A central challenge was harnessing the wealth inherited from generations of oral tradition, Gerima said, calling handed-down stories “our monuments.”

“My grandmother told stories around the fire. My father was a playwright. How do you reconcile that tradition with filmmaking? How is the form culminating my personal identity?” he asked.

“Teza” is one of two African films in the selection of 21 vying for the coveted Golden Lion here, along with “Gabbla” by Algeria’s Tariq Teguia, set in the north African country as it emerged from its civil war of the 1990s.

Also Tuesday, Russian director Aleksei German jr. presented “Paper Soldier,” a recreation of the Soviet effort to put the first man in space in 1961 — Yuri Gagarin — centring on the cosmonaut squad’s chief doctor.

Set mainly in desolate Kazakhstan but far from the high-tech control centre and launchpad, the film shows behind-the-scenes hardships and follies, becoming a parable of Soviet nationalism while unmasking a yearning for a grander past.

“The movie is about the generation of my parents, their idealism, about how the times have dramatically changed,” said Merab Ninidze, who plays the doctor.

“They had their poetry, books, everything connecting them to the past, a paradise kind of lost,” he said.

A third film on Tuesday, “set in no particular time or place,” according to German director Werner Schroeter, shows “the destruction of a society where utopia is not possible.”

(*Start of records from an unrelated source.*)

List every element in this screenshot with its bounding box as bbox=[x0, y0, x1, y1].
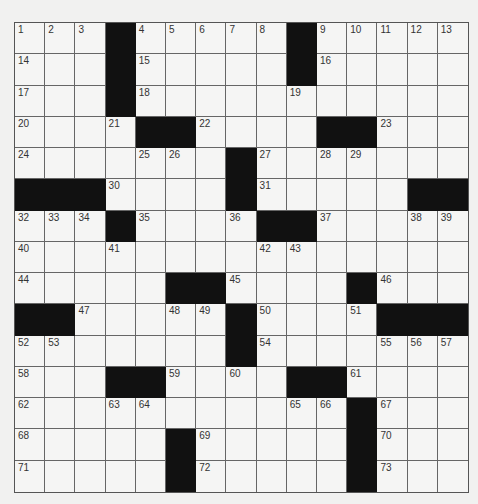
grid-cell[interactable] bbox=[287, 117, 317, 148]
grid-cell[interactable] bbox=[287, 273, 317, 304]
grid-cell[interactable]: 13 bbox=[438, 23, 468, 54]
grid-cell[interactable]: 44 bbox=[15, 273, 45, 304]
grid-cell[interactable] bbox=[75, 54, 105, 85]
grid-cell[interactable] bbox=[438, 367, 468, 398]
grid-cell[interactable]: 8 bbox=[257, 23, 287, 54]
grid-cell[interactable] bbox=[45, 273, 75, 304]
grid-cell[interactable]: 2 bbox=[45, 23, 75, 54]
grid-cell[interactable]: 25 bbox=[136, 148, 166, 179]
grid-cell[interactable] bbox=[226, 242, 256, 273]
grid-cell[interactable] bbox=[136, 336, 166, 367]
grid-cell[interactable]: 15 bbox=[136, 54, 166, 85]
grid-cell[interactable]: 72 bbox=[196, 461, 226, 492]
grid-cell[interactable] bbox=[408, 461, 438, 492]
grid-cell[interactable] bbox=[75, 336, 105, 367]
grid-cell[interactable] bbox=[257, 273, 287, 304]
grid-cell[interactable]: 23 bbox=[377, 117, 407, 148]
grid-cell[interactable] bbox=[136, 461, 166, 492]
grid-cell[interactable]: 57 bbox=[438, 336, 468, 367]
grid-cell[interactable] bbox=[317, 242, 347, 273]
grid-cell[interactable] bbox=[45, 242, 75, 273]
grid-cell[interactable] bbox=[136, 273, 166, 304]
grid-cell[interactable] bbox=[75, 242, 105, 273]
grid-cell[interactable] bbox=[377, 211, 407, 242]
grid-cell[interactable]: 49 bbox=[196, 304, 226, 335]
grid-cell[interactable] bbox=[438, 54, 468, 85]
grid-cell[interactable]: 14 bbox=[15, 54, 45, 85]
grid-cell[interactable] bbox=[317, 273, 347, 304]
grid-cell[interactable] bbox=[136, 242, 166, 273]
grid-cell[interactable]: 56 bbox=[408, 336, 438, 367]
grid-cell[interactable] bbox=[136, 429, 166, 460]
grid-cell[interactable] bbox=[106, 461, 136, 492]
grid-cell[interactable] bbox=[166, 211, 196, 242]
grid-cell[interactable] bbox=[45, 429, 75, 460]
grid-cell[interactable]: 59 bbox=[166, 367, 196, 398]
grid-cell[interactable] bbox=[196, 211, 226, 242]
grid-cell[interactable] bbox=[196, 336, 226, 367]
grid-cell[interactable] bbox=[408, 273, 438, 304]
grid-cell[interactable]: 4 bbox=[136, 23, 166, 54]
grid-cell[interactable] bbox=[287, 336, 317, 367]
grid-cell[interactable] bbox=[196, 148, 226, 179]
grid-cell[interactable]: 46 bbox=[377, 273, 407, 304]
grid-cell[interactable] bbox=[196, 398, 226, 429]
grid-cell[interactable] bbox=[166, 242, 196, 273]
grid-cell[interactable] bbox=[408, 398, 438, 429]
grid-cell[interactable]: 64 bbox=[136, 398, 166, 429]
grid-cell[interactable]: 68 bbox=[15, 429, 45, 460]
grid-cell[interactable]: 61 bbox=[347, 367, 377, 398]
grid-cell[interactable] bbox=[377, 54, 407, 85]
grid-cell[interactable] bbox=[75, 117, 105, 148]
grid-cell[interactable] bbox=[377, 148, 407, 179]
grid-cell[interactable] bbox=[226, 461, 256, 492]
grid-cell[interactable] bbox=[136, 179, 166, 210]
grid-cell[interactable]: 62 bbox=[15, 398, 45, 429]
grid-cell[interactable]: 43 bbox=[287, 242, 317, 273]
grid-cell[interactable] bbox=[166, 86, 196, 117]
grid-cell[interactable] bbox=[438, 242, 468, 273]
grid-cell[interactable] bbox=[347, 242, 377, 273]
grid-cell[interactable] bbox=[226, 54, 256, 85]
grid-cell[interactable] bbox=[45, 398, 75, 429]
grid-cell[interactable]: 6 bbox=[196, 23, 226, 54]
grid-cell[interactable]: 19 bbox=[287, 86, 317, 117]
grid-cell[interactable]: 40 bbox=[15, 242, 45, 273]
grid-cell[interactable]: 37 bbox=[317, 211, 347, 242]
grid-cell[interactable] bbox=[75, 367, 105, 398]
grid-cell[interactable] bbox=[347, 179, 377, 210]
grid-cell[interactable] bbox=[166, 336, 196, 367]
grid-cell[interactable]: 71 bbox=[15, 461, 45, 492]
grid-cell[interactable]: 58 bbox=[15, 367, 45, 398]
grid-cell[interactable]: 18 bbox=[136, 86, 166, 117]
grid-cell[interactable] bbox=[408, 54, 438, 85]
grid-cell[interactable] bbox=[408, 429, 438, 460]
grid-cell[interactable] bbox=[75, 148, 105, 179]
grid-cell[interactable]: 9 bbox=[317, 23, 347, 54]
grid-cell[interactable] bbox=[257, 367, 287, 398]
grid-cell[interactable]: 65 bbox=[287, 398, 317, 429]
grid-cell[interactable]: 3 bbox=[75, 23, 105, 54]
grid-cell[interactable]: 60 bbox=[226, 367, 256, 398]
grid-cell[interactable] bbox=[106, 336, 136, 367]
grid-cell[interactable]: 27 bbox=[257, 148, 287, 179]
grid-cell[interactable] bbox=[45, 117, 75, 148]
grid-cell[interactable]: 26 bbox=[166, 148, 196, 179]
grid-cell[interactable] bbox=[317, 304, 347, 335]
grid-cell[interactable] bbox=[317, 179, 347, 210]
grid-cell[interactable] bbox=[408, 86, 438, 117]
grid-cell[interactable] bbox=[438, 148, 468, 179]
grid-cell[interactable] bbox=[196, 367, 226, 398]
grid-cell[interactable] bbox=[347, 86, 377, 117]
grid-cell[interactable] bbox=[438, 429, 468, 460]
grid-cell[interactable] bbox=[45, 461, 75, 492]
grid-cell[interactable] bbox=[166, 54, 196, 85]
grid-cell[interactable] bbox=[106, 429, 136, 460]
grid-cell[interactable]: 45 bbox=[226, 273, 256, 304]
grid-cell[interactable] bbox=[438, 273, 468, 304]
grid-cell[interactable] bbox=[226, 398, 256, 429]
grid-cell[interactable]: 69 bbox=[196, 429, 226, 460]
grid-cell[interactable] bbox=[136, 304, 166, 335]
grid-cell[interactable]: 33 bbox=[45, 211, 75, 242]
grid-cell[interactable] bbox=[317, 429, 347, 460]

The hero, a doctor and potential political leader played by Pascal Greggory, “wants to be honest in a society where you cannot be honest,” Schroeter said.

The action, full of brutality, is in a city being terrorised by a violent militia, opposed by rival factions.

Gilles Taurand, who wrote the screenplay alongside Schroeter drawing from a novel by Uruguayan author Juan Carlos Onetti, said it was a Kafkaesque search “for the meaning of life.”

After more than half the films in competition have been screened ahead of the prize ceremony on Saturday, two have emerged as front-runners in the Italian press, and they are both Japanese.

They are Takeshi Kitano’s whimsical “Achilles and the Tortoise” and Hayao Miyazaki’s latest animated children’s fantasy “Ponyo on the Cliff by the Sea.”